**EXERCISE BRIEF:**
All lines from the opening of the entries below through the line containing "The image size is (685, 616)." must be output exactly as they appear, with no other lines.

**Stored records:**
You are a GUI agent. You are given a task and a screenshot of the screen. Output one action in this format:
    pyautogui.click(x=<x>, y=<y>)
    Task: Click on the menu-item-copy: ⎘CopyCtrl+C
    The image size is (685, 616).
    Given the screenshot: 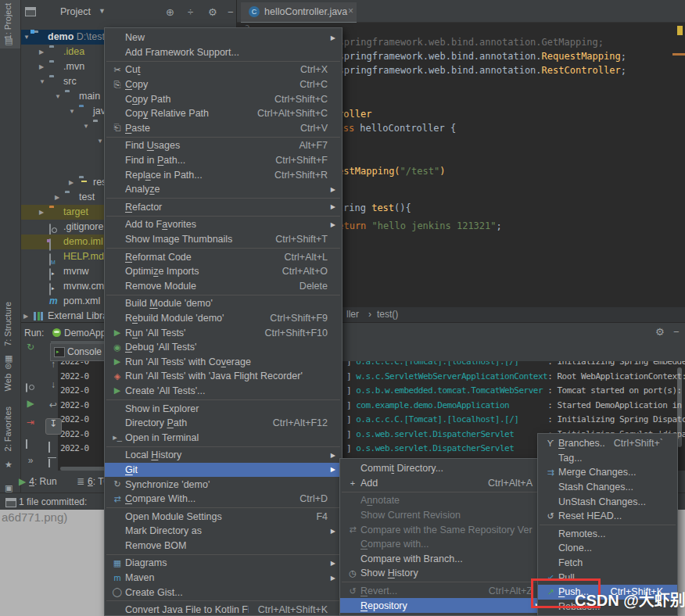 What is the action you would take?
    pyautogui.click(x=224, y=84)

**WRITTEN REPLY:**
You are a GUI agent. You are given a task and a screenshot of the screen. Output one action in this format:
    pyautogui.click(x=<x>, y=<y>)
    Task: Click on the menu-item-copy: ⎘CopyCtrl+C
    The image size is (685, 616).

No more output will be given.